Saturday, January 09, 2010

Photo Essay: An idle look from Finchley Road

While sitting in the Finchley Road Tube Station platform waiting for my train to arrive, I noticed that the sunset had highlighted some of the tops of the buildings. As they say, all clouds have silver linings. And in a cloudy land like England, man, you have to look for silver linings everywhere and if you are lucky, you find some :).

The reason why I like this series is because it has a set of diverse angles, shapes, materials, colours, along with the sun and shade.

This is one example. Bricks. Fat round silver pipes with graffiti at the bottom. Windows, glass, wood, cast iron pipes, security grills and white pipes.

If you move down, you see more graffiti, deep shadows, the bottom of the silver pipe, white security window rods, shadows of railings on the right.

Panning to the right shows wood, tall narrow windows, exhaust pipes, white drainage pipes and an open window overlooking presumably a small veranda or a roof.

Zooming into the veranda shows a satellite dish. If I was standing there and looking back outside, I would see part of the underground station. With hundreds and thousands of people going up and down daily. Nobody looking up to see people living in those areas. Who knows, perhaps the chaps who live there also use the tube.

And then the roof. At the top, you have barbed wire (what the hell for?), a dormer window, chimney pots, a drainage pipe ending in the sky and a plane flying overhead.

And you have these barbed wire fences with the most horrible image of civilisation, plastic bags caught up in the barbed wire. I know Sainsbury’s wants to protect its shop, but this looks absolutely horrible. And it is a pig to remove.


▶ [Your goal] Lines of the data that contain the word "Jeux" are the ones to copy.

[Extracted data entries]
◆ ◆ ◆ ◆ ◆
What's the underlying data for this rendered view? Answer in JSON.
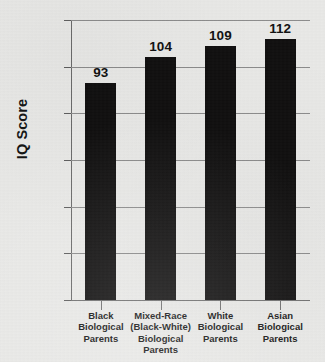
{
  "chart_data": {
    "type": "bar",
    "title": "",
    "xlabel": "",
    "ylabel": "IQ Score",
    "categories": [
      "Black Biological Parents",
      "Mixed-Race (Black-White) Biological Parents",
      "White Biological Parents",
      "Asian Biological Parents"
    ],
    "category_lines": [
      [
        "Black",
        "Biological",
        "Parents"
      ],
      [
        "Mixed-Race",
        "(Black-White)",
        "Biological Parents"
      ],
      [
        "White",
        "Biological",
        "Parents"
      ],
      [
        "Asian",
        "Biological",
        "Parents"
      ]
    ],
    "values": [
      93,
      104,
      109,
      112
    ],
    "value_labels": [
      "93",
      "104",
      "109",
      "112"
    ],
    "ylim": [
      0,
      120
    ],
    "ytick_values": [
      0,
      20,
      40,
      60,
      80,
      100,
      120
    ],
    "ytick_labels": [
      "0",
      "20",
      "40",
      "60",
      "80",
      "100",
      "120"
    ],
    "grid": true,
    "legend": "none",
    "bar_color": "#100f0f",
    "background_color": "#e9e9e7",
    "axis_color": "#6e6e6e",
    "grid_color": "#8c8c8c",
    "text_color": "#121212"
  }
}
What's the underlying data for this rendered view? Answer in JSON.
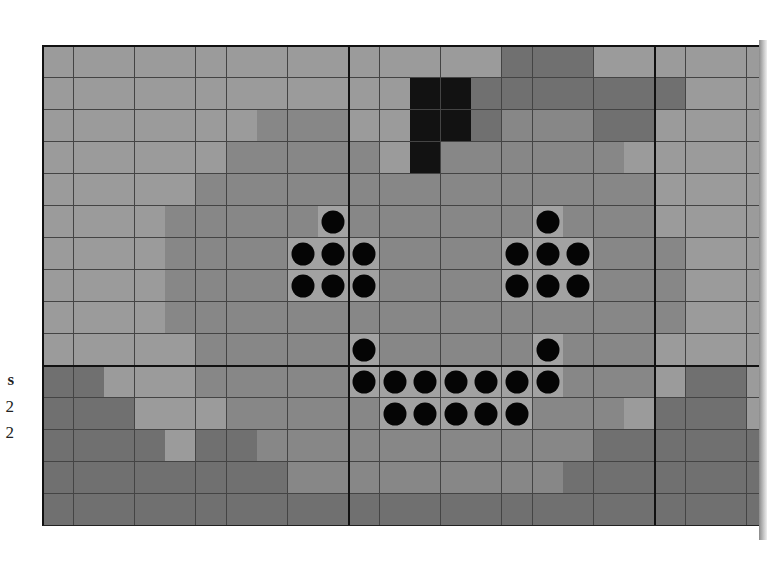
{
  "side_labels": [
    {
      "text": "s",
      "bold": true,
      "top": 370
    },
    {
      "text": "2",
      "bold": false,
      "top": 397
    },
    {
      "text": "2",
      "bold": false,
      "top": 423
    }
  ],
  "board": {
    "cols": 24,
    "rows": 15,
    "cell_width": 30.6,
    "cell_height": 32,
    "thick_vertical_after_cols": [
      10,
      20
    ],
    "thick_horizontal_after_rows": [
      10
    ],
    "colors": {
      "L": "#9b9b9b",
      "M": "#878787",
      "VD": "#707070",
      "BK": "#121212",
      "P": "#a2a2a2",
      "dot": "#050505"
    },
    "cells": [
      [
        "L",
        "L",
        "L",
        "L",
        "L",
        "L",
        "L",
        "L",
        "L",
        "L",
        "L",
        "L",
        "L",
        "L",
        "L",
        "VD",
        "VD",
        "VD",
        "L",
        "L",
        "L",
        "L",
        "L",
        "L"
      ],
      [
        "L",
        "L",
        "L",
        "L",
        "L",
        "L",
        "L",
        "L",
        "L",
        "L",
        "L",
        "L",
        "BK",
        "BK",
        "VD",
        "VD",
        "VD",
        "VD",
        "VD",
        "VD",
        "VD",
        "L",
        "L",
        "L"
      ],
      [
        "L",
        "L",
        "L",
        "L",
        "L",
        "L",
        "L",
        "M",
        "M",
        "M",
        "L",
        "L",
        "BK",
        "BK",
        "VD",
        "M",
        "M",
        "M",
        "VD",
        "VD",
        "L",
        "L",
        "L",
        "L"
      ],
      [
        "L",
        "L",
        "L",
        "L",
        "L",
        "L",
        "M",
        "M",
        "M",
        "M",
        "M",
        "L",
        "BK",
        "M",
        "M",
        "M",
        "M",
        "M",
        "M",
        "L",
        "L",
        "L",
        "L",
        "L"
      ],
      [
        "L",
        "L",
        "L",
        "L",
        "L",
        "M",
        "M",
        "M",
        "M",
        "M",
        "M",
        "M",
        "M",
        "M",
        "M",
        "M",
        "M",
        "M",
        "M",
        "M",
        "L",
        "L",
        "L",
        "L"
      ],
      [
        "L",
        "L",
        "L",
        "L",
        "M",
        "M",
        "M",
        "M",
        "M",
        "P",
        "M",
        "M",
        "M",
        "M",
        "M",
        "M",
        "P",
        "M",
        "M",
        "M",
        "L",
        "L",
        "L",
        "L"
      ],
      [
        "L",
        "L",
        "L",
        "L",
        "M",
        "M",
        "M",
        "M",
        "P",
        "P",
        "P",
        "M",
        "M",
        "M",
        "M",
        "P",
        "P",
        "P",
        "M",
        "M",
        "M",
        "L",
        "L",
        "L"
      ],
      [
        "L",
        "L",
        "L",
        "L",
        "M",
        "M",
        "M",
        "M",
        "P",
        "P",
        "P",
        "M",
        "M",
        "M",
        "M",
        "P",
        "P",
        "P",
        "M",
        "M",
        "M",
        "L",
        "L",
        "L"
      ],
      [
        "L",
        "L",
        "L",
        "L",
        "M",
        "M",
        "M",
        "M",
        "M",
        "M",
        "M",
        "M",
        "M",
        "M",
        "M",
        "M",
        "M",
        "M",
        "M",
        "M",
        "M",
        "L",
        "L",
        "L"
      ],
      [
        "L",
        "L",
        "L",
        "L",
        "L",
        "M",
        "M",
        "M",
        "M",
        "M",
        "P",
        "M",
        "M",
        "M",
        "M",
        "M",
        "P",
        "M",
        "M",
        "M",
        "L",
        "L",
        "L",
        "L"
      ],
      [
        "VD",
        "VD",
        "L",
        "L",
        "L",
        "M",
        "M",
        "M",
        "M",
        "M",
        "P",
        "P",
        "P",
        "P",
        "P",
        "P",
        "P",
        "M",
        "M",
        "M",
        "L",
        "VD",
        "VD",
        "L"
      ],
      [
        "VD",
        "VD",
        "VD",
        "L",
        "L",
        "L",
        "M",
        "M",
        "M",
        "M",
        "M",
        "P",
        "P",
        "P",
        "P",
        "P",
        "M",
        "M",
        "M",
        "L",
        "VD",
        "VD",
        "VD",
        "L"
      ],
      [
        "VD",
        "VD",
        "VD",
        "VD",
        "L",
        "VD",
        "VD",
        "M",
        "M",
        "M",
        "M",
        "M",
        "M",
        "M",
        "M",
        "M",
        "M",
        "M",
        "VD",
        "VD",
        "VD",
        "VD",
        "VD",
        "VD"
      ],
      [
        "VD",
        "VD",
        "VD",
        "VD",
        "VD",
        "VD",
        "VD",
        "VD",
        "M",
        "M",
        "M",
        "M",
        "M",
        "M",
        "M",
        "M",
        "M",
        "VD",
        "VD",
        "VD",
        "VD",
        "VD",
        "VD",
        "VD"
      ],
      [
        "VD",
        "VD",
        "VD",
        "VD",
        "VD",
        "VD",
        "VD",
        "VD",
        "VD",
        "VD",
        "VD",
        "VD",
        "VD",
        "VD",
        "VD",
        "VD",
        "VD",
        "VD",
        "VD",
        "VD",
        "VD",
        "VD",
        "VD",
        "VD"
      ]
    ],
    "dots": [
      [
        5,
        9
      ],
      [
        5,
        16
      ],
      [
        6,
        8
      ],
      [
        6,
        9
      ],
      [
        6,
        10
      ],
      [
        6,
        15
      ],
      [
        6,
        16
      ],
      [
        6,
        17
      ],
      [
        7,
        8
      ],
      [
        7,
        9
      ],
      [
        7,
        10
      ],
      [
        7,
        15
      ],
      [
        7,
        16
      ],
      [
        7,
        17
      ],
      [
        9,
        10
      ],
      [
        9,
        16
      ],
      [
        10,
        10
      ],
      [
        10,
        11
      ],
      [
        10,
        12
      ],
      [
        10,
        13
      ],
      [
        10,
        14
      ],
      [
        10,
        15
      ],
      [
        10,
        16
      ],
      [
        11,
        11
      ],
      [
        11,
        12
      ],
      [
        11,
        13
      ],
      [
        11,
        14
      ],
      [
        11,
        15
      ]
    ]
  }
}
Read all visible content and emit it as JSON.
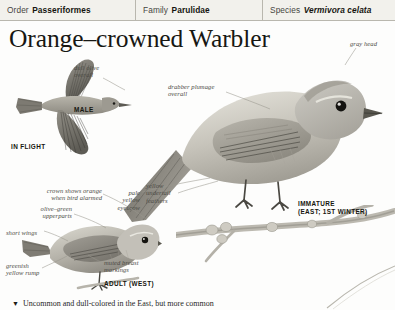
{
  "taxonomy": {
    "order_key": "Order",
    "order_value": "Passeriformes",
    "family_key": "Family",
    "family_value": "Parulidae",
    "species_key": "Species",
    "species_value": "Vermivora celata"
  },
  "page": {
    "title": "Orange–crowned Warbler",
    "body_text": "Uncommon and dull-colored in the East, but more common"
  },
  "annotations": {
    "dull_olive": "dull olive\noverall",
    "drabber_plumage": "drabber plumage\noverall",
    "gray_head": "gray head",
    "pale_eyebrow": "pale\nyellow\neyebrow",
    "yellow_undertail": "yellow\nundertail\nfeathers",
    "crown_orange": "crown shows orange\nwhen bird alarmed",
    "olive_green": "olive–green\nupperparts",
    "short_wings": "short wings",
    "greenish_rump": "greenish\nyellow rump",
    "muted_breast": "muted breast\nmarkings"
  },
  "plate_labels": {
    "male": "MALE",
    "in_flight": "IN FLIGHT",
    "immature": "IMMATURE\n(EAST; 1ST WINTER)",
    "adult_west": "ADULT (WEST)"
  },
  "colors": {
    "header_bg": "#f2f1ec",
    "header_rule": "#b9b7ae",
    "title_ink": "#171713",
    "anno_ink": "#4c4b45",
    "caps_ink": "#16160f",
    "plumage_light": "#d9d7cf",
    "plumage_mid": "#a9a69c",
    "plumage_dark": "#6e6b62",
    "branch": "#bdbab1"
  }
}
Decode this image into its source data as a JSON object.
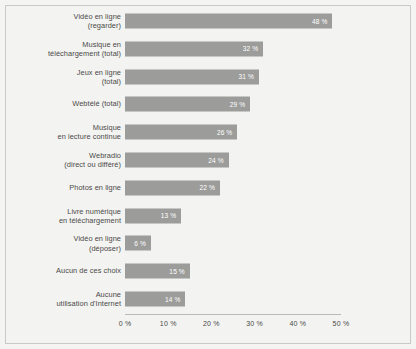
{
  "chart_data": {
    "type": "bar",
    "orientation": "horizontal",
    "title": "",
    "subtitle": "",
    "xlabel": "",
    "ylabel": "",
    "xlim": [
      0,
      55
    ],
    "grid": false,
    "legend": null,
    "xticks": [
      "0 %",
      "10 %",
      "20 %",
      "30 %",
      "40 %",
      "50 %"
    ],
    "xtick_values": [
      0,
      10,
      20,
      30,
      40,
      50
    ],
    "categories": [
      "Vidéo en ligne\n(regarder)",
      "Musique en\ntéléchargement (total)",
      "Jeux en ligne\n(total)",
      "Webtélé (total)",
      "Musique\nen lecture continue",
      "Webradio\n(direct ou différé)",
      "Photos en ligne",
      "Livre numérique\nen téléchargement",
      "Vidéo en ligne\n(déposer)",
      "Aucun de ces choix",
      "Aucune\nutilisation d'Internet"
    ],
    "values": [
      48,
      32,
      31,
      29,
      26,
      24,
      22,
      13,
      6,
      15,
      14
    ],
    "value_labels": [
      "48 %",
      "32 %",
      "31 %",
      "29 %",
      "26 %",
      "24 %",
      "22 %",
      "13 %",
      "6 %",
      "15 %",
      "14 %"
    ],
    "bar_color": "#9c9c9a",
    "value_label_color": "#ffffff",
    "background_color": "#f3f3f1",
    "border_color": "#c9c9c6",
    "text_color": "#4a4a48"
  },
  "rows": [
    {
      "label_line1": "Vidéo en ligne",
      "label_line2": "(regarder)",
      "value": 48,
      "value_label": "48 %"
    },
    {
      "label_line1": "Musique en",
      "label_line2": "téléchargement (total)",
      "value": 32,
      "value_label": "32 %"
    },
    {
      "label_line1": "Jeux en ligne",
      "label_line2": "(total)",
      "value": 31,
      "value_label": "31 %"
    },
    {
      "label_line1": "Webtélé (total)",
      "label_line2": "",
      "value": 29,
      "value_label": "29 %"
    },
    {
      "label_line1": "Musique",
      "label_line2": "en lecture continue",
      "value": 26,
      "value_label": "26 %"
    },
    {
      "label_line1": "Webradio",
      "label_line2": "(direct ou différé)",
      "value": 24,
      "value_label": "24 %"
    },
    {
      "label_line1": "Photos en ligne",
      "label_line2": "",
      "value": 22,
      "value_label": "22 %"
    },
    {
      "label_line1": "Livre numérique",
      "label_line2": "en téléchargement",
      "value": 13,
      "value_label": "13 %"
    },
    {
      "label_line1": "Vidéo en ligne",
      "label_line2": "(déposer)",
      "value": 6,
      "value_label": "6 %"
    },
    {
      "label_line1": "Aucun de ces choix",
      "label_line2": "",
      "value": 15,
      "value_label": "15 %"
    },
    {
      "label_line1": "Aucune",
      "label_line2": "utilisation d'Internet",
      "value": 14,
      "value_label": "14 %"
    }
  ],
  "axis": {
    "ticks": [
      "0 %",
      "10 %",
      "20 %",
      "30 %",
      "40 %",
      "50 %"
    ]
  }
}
◆ ◆ ◆ ◆ ◆
▶ [Response area]
      "Jeux en ligne\n(total)",
      "label_line1": "Jeux en ligne",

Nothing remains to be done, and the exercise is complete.